How long he is--how long he is!"

But still Leronde did not come, and to occupy his mind, the sufferer sat and thought out a plan for their journey, which he concluded would mean a cab to Liverpool Street, then the express to Harwich, the boat to Ostend; next, where the seconds willed: and afterwards--

"What?" said the wretched man, with a strange smile. "Ah, who knows!

If it could only be oblivion--rest from all this misery and despair!"

He rose to try and write a letter or two, notably one to Cornel, but the effort was painful, and he crept back to his chair.

"She will know--she will divine--that I preferred to die," he muttered, "Ah, at last! Why, he has been hours."

For there was a step outside, and then the door was thrown open, as he lay back, with his aching eyes shaded by his hand.

"Come at last, then!" he sighed; and the next moment he started, for the studio door was banged to, and locked. "You, Joe?"

"Yes, I've come at last," cried Pacey, thrusting his hands into his pockets, and striding up, to stand before him with his legs far apart.

"Well, then, shake hands and go," said Armstrong quietly. "I'm not well. I've had an accident."

"Accident?" roared Pacey. "Yes, you have had an accident, the same as a man has who goes and knocks his head against a wall."

"What do you mean?" cried Armstrong, starting.

"Mean? I mean that you're the biggest fool that fortune ever pampered and spoiled."

"Joe Pacey!"

"Hold your tongue, idiot, and listen to me. Here you are, gifted by nature with ten times the brains of an ordinary man; you can paint like Raphael or Murillo; fame and fortune are at your feet; and you have the love waiting for you of one of the sweetest, most angelic women who ever stepped this earth."

"Pacey!"

"Hold your tongue, boy! Haven't I been like a father to you ever since you came into this cursed village? Haven't I devoted myself to you as soon as I saw you were a good fellow, full of genius? I'm a fool to say so, but in my wretched, wrecked life, I felt that I'd found something to live for at last, and that I could be proud and happy in seeing you, who are as much an Englishman as I am in blood, rise to the highest pitch of triumph; while, if you grew proud then and forgot me, it wouldn't matter; I could afford it, for you had achieved success."

"You've been a good true adviser to me, Joe, ever since I have known you."

"And you have turned out the most ungrateful dog that ever breathed.

Morals? You've no more morals than a mahlstick.
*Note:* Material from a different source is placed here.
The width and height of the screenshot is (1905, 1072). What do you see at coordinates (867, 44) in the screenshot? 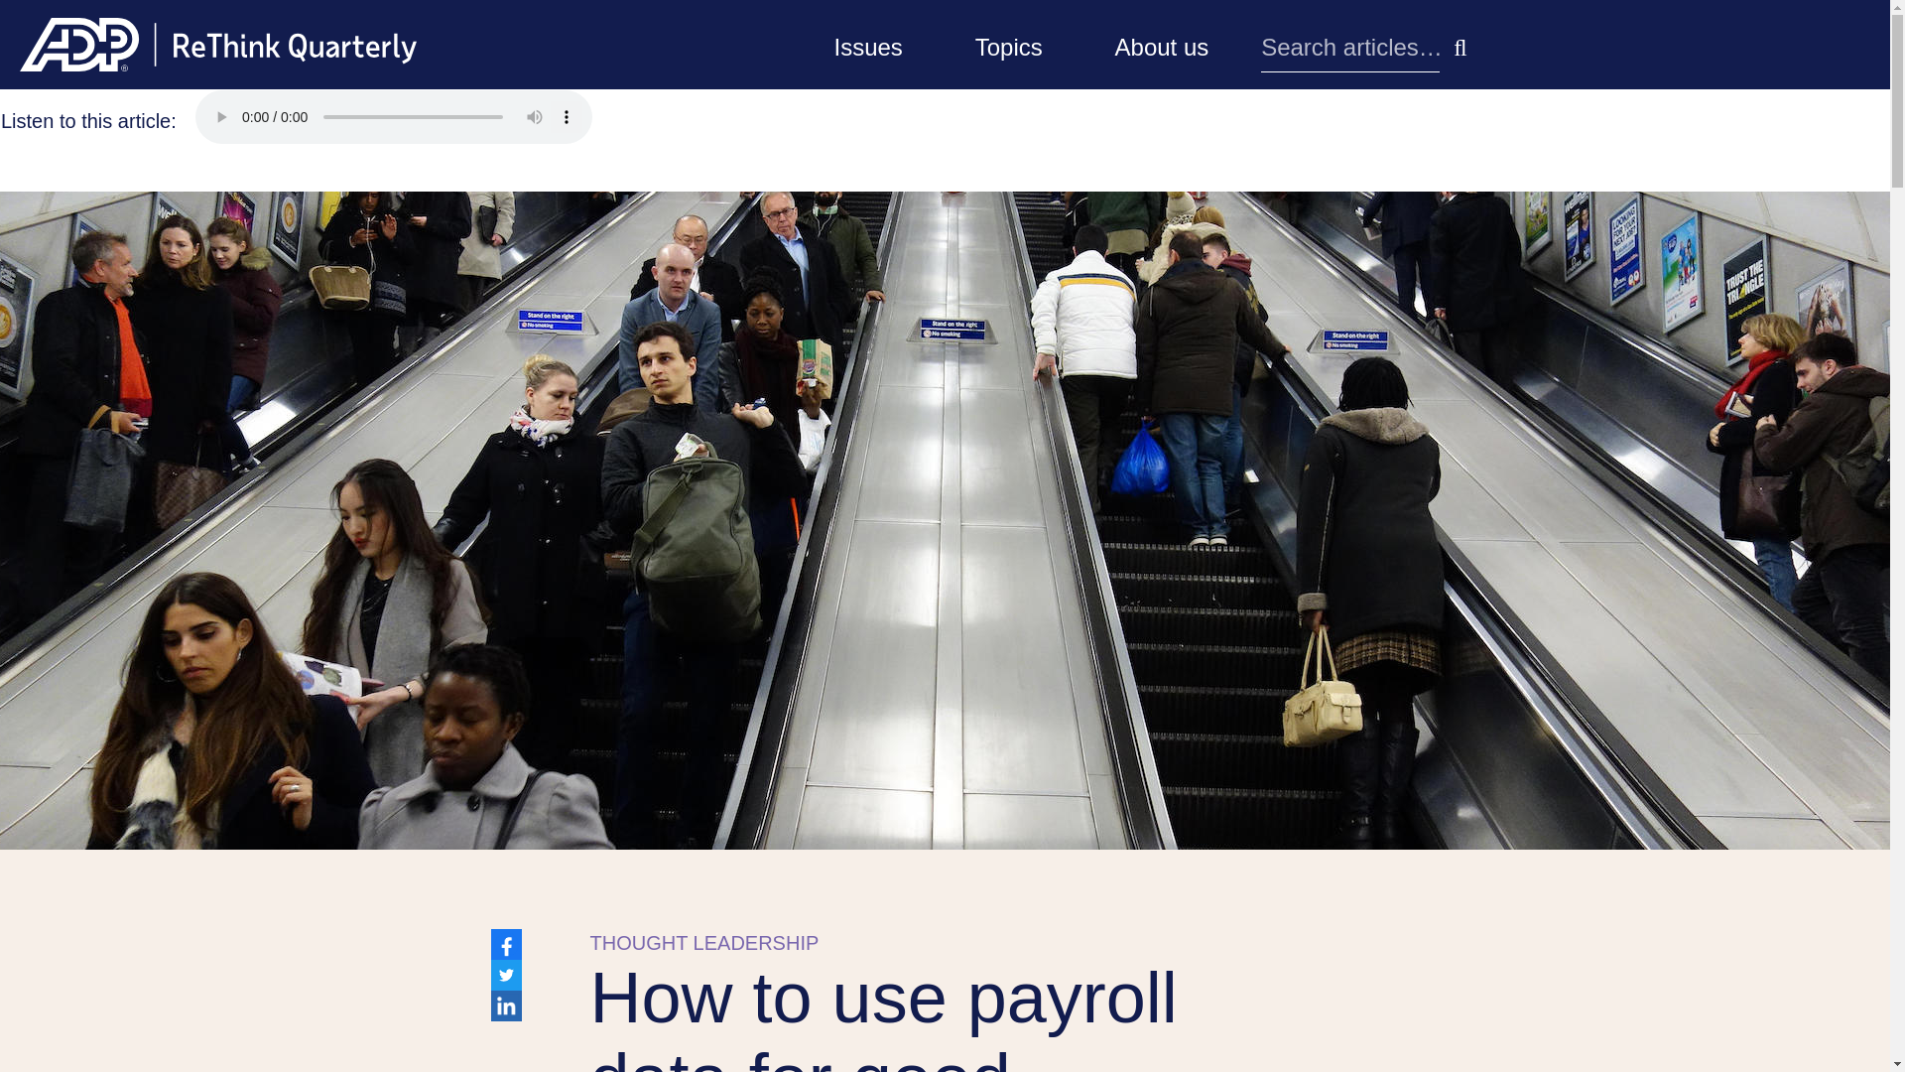
I see `Issues` at bounding box center [867, 44].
You had everything man could wish for, and then you must kick it all over, and break the heart of an angel."

"Let her rest. Say what you like to bully me, Joe. It's all true. I don't fight against it. But you can't understand it all. Say what you like, only go and leave me. I want to be alone."

"Do you?" cried Pacey excitedly. "Then I don't want you to be. So the Conte gave you that crack on the head, did he?"

"What!" cried Armstrong, springing up. "How came you to think that?"

"How came I to think that? Why, I was told by a chattering French ape."